As an example, with a multi-million dollar annual budget, OSCA is surely the largest student-run business among any small liberal arts college in the country. The fact that the business is cooperatively owned and operated is all the more remarkable. One of the investments the AAPR envisions is a new “integrative concentration in Business.” The report further recommends that a “co-curricular experience will provide an additional set of skills and career-oriented training” for students in this program. Yet nowhere in the report is it recognized that this is precisely what Oberlin student cooperatives have been doing at Oberlin since the 1940s! 

I’ll confess that I am biased. In 1983, when I visited Oberlin as a prospective student, it was the co-ops that sold me on coming — I was flabbergasted that this unique ongoing experiment in grassroots democracy and entrepreneurship had not been featured in the College’s promotional materials. No other school then or now has anything comparable. 

I did well in my courses at Oberlin and benefited from excellent teaching. However, I still maintain that the most important professional skills I developed at Oberlin — skills such as how to facilitate a meeting, how to manage a budget, how to follow through on major projects, how to organize a disparate group of people to achieve a common goal — were developed and honed through my experiences in Oberlin’s co-ops. 

Many of my closest friends at Oberlin and many of the students I have worked with during my 18 years on the faculty here tell me the same thing. As former OSCA President Stewart Kohl, OC ’77, is quoted as saying in the Oberlin Alumni Magazine, “Co-ops touch the lives of a significant percentage of students who come through Oberlin. … If you were to list the institutions that really make a difference in the lives of students in their years at Oberlin, I think the co-ops would rank pretty darn high.” 

If the name “Kohl” sounds familiar, it is because of his enduring commitment to the College — he served as a member of the Board of Trustees for 12 years from 2003–2015 and stepped in at a crucial fundraising moment for Oberlin with a $5 million gift to complete the Jazz Studies building which now bears his name. Like Stewart, many former OSCA members have leveraged their co-op experiences in leadership positions in nonprofits, government, academia, business, philanthropy, and the corporate world.

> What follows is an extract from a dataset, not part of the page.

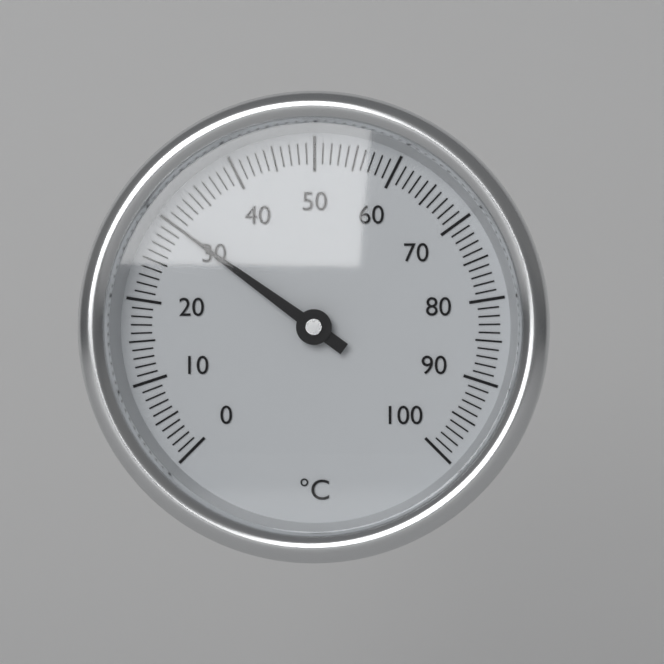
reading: 30 °C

To be fair to the AAPR steering committee, their charge was to consider how Oberlin College might achieve sustainable excellence. The strength and also the weakness of OSCA is that it is not, in fact, Oberlin College; it is a student-owned and run cooperative business which makes its own decisions. This is what I believe explains the absence of a clear consideration of the unique current and future value of OSCA to the Oberlin experience. And I believe that the solution to this problem is a commitment on the part of both Oberlin College and OSCA to a rigorous assessment of OSCA’s value and the articulation of a clear and shared vision moving forward. 

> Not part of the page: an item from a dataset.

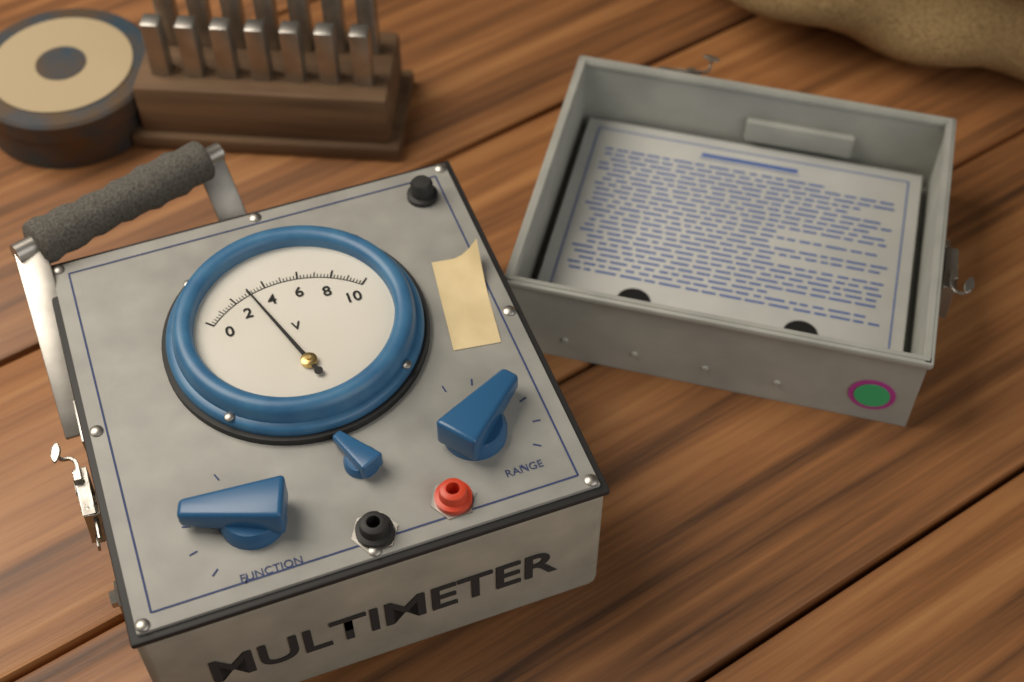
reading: 3.0 V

I support a data gathering process that surveys and interviews alumni and current students to determine the ways in which careers and life choices have been affected specifically by OSCA and the myriad ways that OSCA might be more fully integrated into College programming. I am convinced that OSCA has much to contribute to many of the proposals put forward in the AAPR report — a Business concentration, a Public Health concentration, capstone experiences in a variety of majors, Winter Term opportunities, ExCo courses, novel programming with Center for Innovation and Impact and LaunchU, better integration with Career Services, etc. I am not suggesting that discussions can’t include creative ideas for cost savings. But I worry that the assumption that $1.9 million can be recovered by the College from OSCA is not a very collaborative or cooperative place to start.